“I could go solo. Would that be the right thing to do?”
-Lianne La Havas, “No Room For Doubt (feat. Willy Mason),” 2012
British neo soul singer Lianne La Havas answered her own question Tuesday night with a rare solo show at Berklee’s The Red Room at Cafe 939. Eschewing the denser production of her latest record, Blood, La Havas relied on stunning vocals—she kept upping the reverb, but it was pitch perfect from the start—and propulsive guitar work to electrify the small (and yes, red) room.
Dressed in a gray blazer and white dress shirt, La Havas was quick to forge a relationship with a starstruck audience that, in all reality, didn’t need much convincing; fans had arrived early, strategizing successful ways to sneak La Havas into their selfies as she exited the bathroom.
For her part, she radiated just as much love as the audience.
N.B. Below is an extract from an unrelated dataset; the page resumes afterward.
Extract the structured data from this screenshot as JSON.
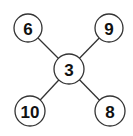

The connection was there immediately.
Contrary to her lyric, “It’s what you don’t do, it’s what you don’t say,” it was the little things that she did do and did say that really forged the connection: toothy “we’re in this together” smiles, physical engagement with toe tapping, snapping, and clapping, and singalongs to Aretha covers.
On her hit “Unstoppable,” she feigned an abrupt ending and smiled mischievously at the crowd, eyes glistening, before diving back in. Her eyes kept glistening all night, just waiting for the appropriate lyric from “Wonderful,” “Remember when you put the stars into my eyes, oh.” And in one of the sweetest and quietest moments of the night, she encouraged the audience to think of their loved ones as she began to play “Good Goodbye,” only the second time performing it live.
Even without La Havas’ encouragement, it was hard not to think about our relationship to the passing of time. She brought us back in time for “I Say A Little Prayer,” and also for “Grow,” where her delta blues fingerpicking evoked spiritual anthems and folk tales of old. On “Ghost,” she sang of the past, “Whenever I called you / I couldn’t say / It was only yesterday / And yesterday’s so far away.”
Her voice is so unmistakably a thing of it’s own, though. There was no confusing it for Aretha, but it’s on its way to a more understated and nuanced form of power. It kept me locked and entranced, and, with time on the mind, I couldn’t help but wish for time to slow down so that I could enjoy the admittedly short show just a bit longer.
But, I’m now counting on it to speed back up so that I see her again soon.